Growth

How to grow a trade business: the five gears between one van and a real company

Every trade business that grows passes the same landmarks: the diary that stops coping, the first hire, the second van, the week the owner realises they haven't held a tool in a month and isn't sure whether that's success. And most that fail to grow fail the same way too — not from lack of work, but from scaling the chaos instead of the business: more jobs feeding more leaks, more people routing more questions through one exhausted owner, growth in revenue with none in profit or freedom.

Growth done well is a sequence of gear changes, and the order matters. Here are the five gears, in the order that works.

Gear 1: price like a business before you grow like one

Growth multiplies whatever your margins are — including negative ones. Before adding capacity, get the pricing floor honest: a properly calculated charge-out rate that covers a real owner's wage plus true overheads plus chosen margin, checked against what jobs actually cost. Then plug the revenue leaks that growth would multiply: every hour tracked, every material billed, every variation approved and invoiced. A business that grows at healthy margins compounds; one that grows at accidental margins just gets bigger problems.

Gear 2: systemise before you staff

The single most common growth mistake is hiring into chaos — adding people to a business that runs on the owner's memory, then wondering why every new person makes the owner busier. The sequence that works is systems first, people second: the schedule visible on a board instead of in a head, jobs carrying their own information, customer messaging automated, invoicing same-day from the job, books syncing themselves. Now each hire inherits a machine: the first employee is productive in days, the apprentice develops on rails, the subbies flex the peaks — and none of them need the owner's memory to function.

Gear 3: build the pipeline you can steer

Small trade businesses ride demand; growing ones steer it. The steering tools are mostly free and mostly ignored: a review engine turning every good job into the next customer's confidence, quote follow-up recovering the jobs currently lost to silence, the customer database generating repeat and seasonal work on schedule, online booking capturing the after-hours enquirer, and deliberate cultivation of the anchor clients — property managers, builders, facility managers — whose work orders smooth the calendar. Pipeline you steer means growth you choose: the luxury of declining bad work is a growth metric nobody tracks.

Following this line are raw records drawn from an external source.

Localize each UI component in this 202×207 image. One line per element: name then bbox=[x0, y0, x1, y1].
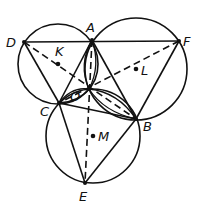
vertex-o bbox=[87, 87, 91, 91]
center-dot-k bbox=[56, 62, 61, 67]
label-d: D bbox=[6, 35, 16, 50]
label-o: O bbox=[70, 89, 80, 104]
circles-group bbox=[18, 18, 187, 183]
center-dot-m bbox=[91, 134, 96, 139]
label-e: E bbox=[79, 189, 88, 204]
vertex-d bbox=[22, 40, 26, 44]
segment-df bbox=[24, 41, 179, 42]
vertex-f bbox=[177, 39, 181, 43]
label-a: A bbox=[85, 20, 95, 35]
label-l: L bbox=[141, 63, 148, 78]
segment-dc bbox=[24, 42, 59, 103]
vertex-e bbox=[83, 181, 87, 185]
label-b: B bbox=[143, 119, 152, 134]
label-m: M bbox=[98, 129, 109, 144]
segment-ab bbox=[92, 40, 136, 119]
vertex-c bbox=[57, 101, 61, 105]
label-c: C bbox=[40, 104, 50, 119]
geometry-diagram: A D F C B E O K L M bbox=[0, 0, 202, 207]
label-k: K bbox=[55, 44, 65, 59]
center-dot-l bbox=[134, 67, 139, 72]
vertex-a bbox=[90, 38, 94, 42]
segment-ce bbox=[59, 103, 85, 183]
vertex-b bbox=[134, 117, 138, 121]
segment-be bbox=[85, 119, 136, 183]
label-f: F bbox=[183, 34, 191, 49]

Gear 4: run on numbers, not vibes

Somewhere around the second crew, gut feel stops scaling. The replacement is a boring, fifteen-minute weekly numbers ritual: jobs completed and booked forward, quote win rate, unbilled work, debtor days, callback rate, margin by job type. Each number is a steering input — win rate falling says pricing or speed; forward bookings thinning says start the seasonal playbook; one crew's costs drifting says a conversation. And underneath them all, the cash-flow view, because growth consumes cash before it returns it — more wages, more materials, more work-in-progress — and more growing businesses die of cash timing than of losses. Deposits and progress claims are growth financing you don't pay interest on.

Gear 5: make the business the asset, not the owner

The last gear is the one that makes the others worth it: converting a business that is the owner into one the owner owns. Concretely — decisions documented into the system rather than resident in one head, crews running on job packs and live statuses instead of morning briefings, a weekend the business survives without you, records and customer history that belong to the company, not to whoever remembers them. This is what buyers pay for, what banks lend against, and — long before any sale — what gives the owner back the choice of how to spend a Tuesday. A trade business at this gear isn't just bigger. It's worth something.

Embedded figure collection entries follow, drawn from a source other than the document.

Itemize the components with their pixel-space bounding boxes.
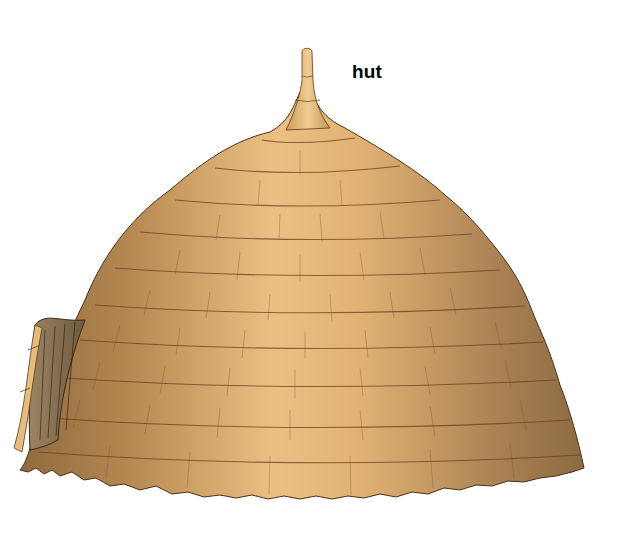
hut-label: hut	[352, 62, 382, 81]
hut-illustration	[0, 0, 619, 539]
roof-finial	[286, 48, 330, 130]
hut-drawing	[0, 0, 619, 539]
thatch-roof	[20, 92, 584, 499]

Frequently asked questions

How fast should a trade business grow? At the pace your systems and cash absorb — a crew a year is ambitious and achievable for most; a crew a quarter is how quality, callbacks and cash blow up. The gears are the governor.

Do I have to get off the tools to grow? Progressively, yes — every hour on the tools is an hour not steering. Most owners transition through running crews to running the pipeline and numbers. The system makes each step optional rather than forced.

What's the first concrete step from where I am? Gear 1's audit: one evening on your rate and your leaks. Everything after compounds from honest margins — and the free trial puts the system under it in a week.